One fine summer day in Copenhagen with a group of Travelife Magazine readers and friends, we boarded a van after a hearty Scandinavian breakfast of cold cuts and bread, to drive across the Oresund Bridge that separates Denmark and Sweden, for a daytrip to Sweden. This included visiting a Viking settlement near Malmo, Sweden.
We were really headed to Malmo, which recently has become the city of cool in Sweden, to see the HSB Turning Torso, a residential skyscraper designed by Santiago Calatrava, the ancient town square and to visit the indie designer boutiques.
On our way, just as we had entered Sweden, our guide suddenly asked us, “Would you like to see a Viking settlement before heading for Malmo?”
Of course we did. So we made a short detour to a place by the sea in Sweden with the remnants of a Viking settlement and a museum to discuss in further detail the life of the Vikings.

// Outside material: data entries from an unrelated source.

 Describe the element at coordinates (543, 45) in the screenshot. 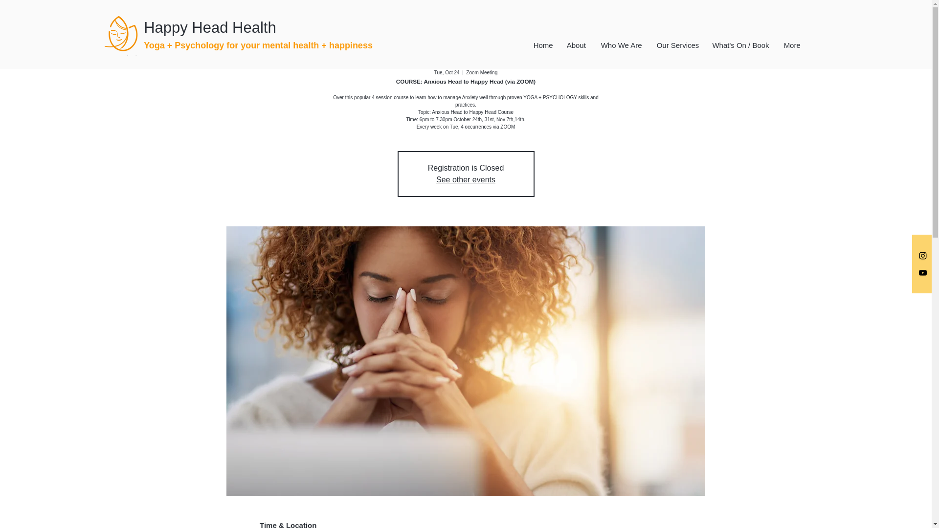

I see `Home` at that location.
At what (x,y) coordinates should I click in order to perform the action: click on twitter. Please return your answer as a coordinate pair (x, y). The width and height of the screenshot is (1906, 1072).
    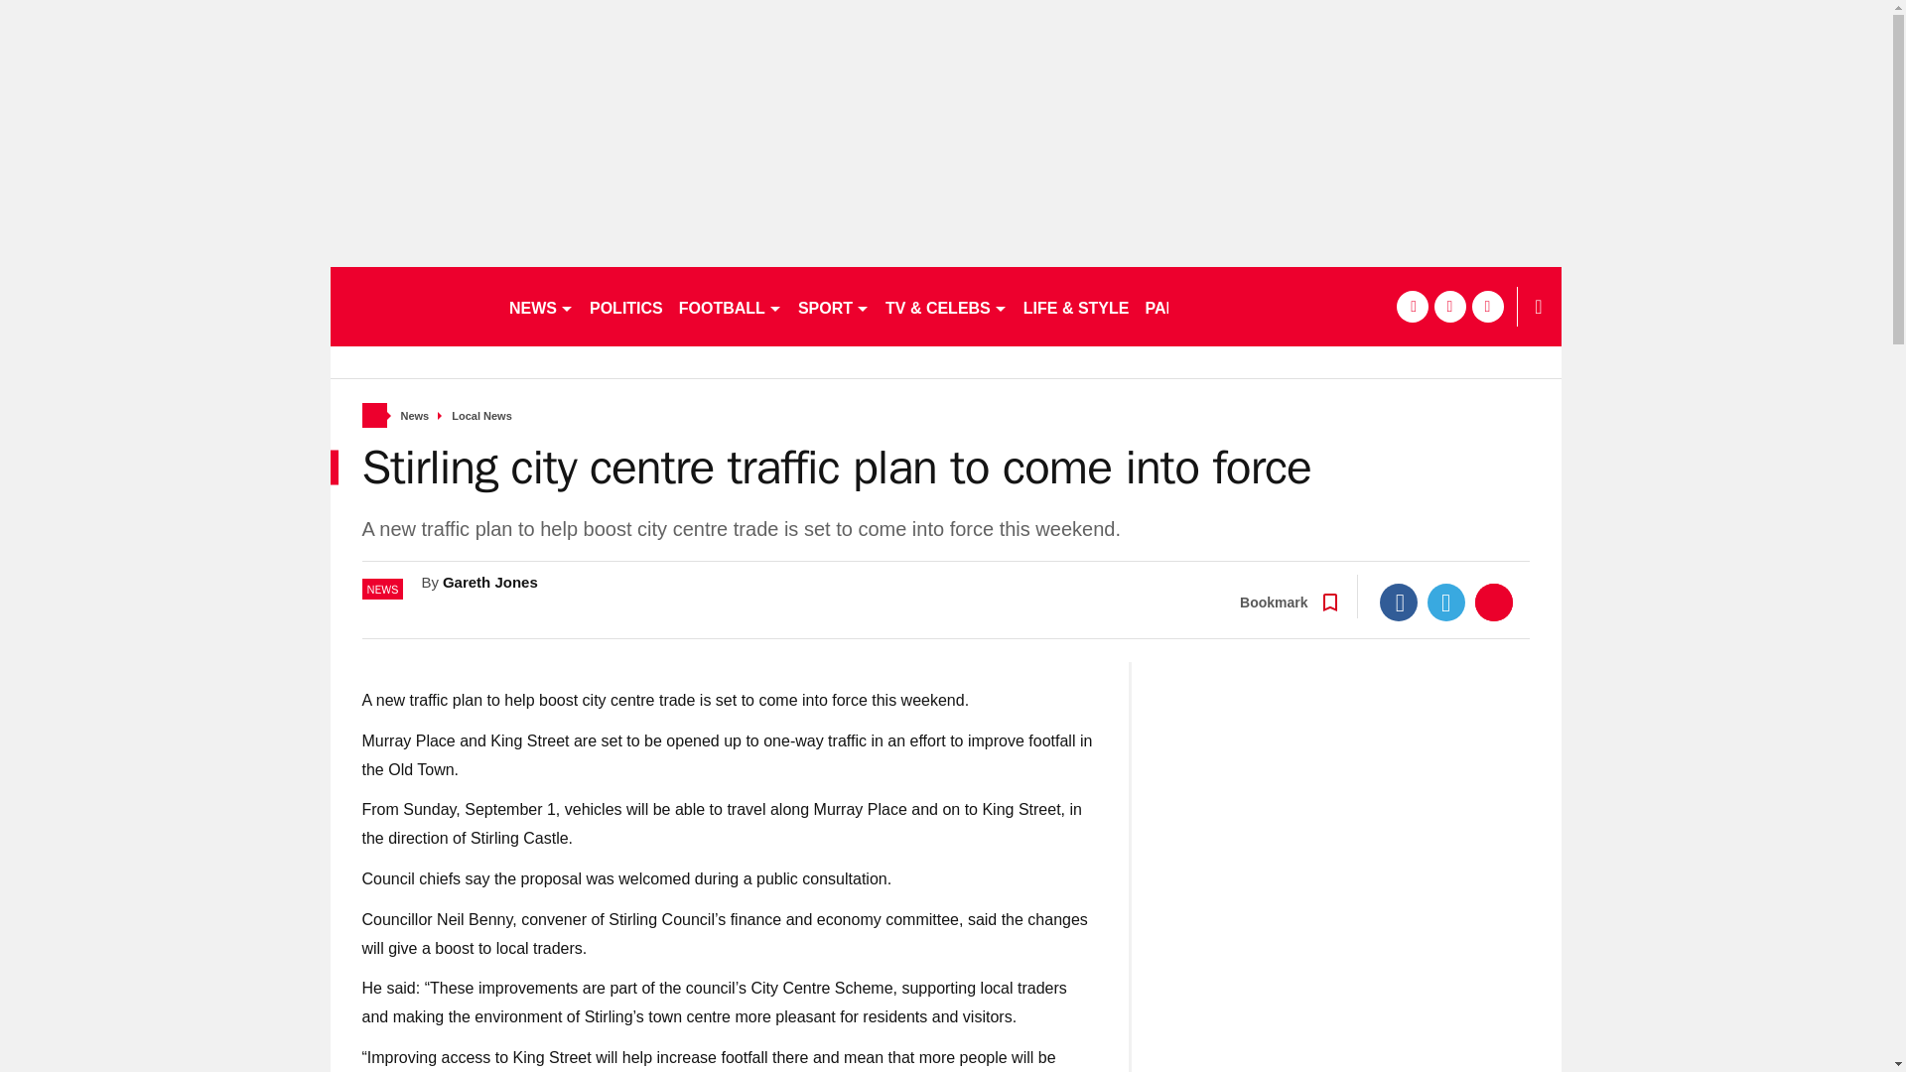
    Looking at the image, I should click on (1449, 306).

What a fun activity this was, visiting a Viking settlement near Malmo, Sweden.
A VIKING FESTIVAL IN SWEDEN
Just our luck, there had been a Viking festival on the grounds over the weekend and there were still lots of people milling about in Viking clothes, camping on the grounds in true Viking style.
I couldn’t figure out whether they were just regular Swedes having fun playing Vikings for a weekend or people with actual Viking lineage who were reliving their history. Our guide, by the way, told us he had recently retraced his roots back all the way to the Vikings.
TRACING ONE’S VIKING ROOTS
Either way, it was very interesting to see pretty big-boned women cooking meals in what looked like a Viking-style kitchen (and I don’t mean the Viking brand here), and men in warrior outfits milling around large tents set up on the ground.
All the walking about made me hungry, however, visiting a Viking settlement near Malmo, Sweden.
So the minute we got back to civilisation, which was the pretty university town of Lund nearby, everyone headed to see the church while I went to look for a proper Swedish cafe.
I found a cafe in Lund on a side street which looked old-fashioned enough to have traditional food, and yet also stylish enough to have delicious food, and I was in the mood for an authentic Swedish open-faced sandwich.
Thankfully they had lots of these.
So I bought a Swedish open-faced sandwich with shredded crab and boiled shrimp topped with pickles and mayonnaise, and then sat outside on one of the tables in the sunshine, Scandinavian-style, living a never-endingly eventful #Travelife. But not before taking a photo of my sandwich on one of the tables inside.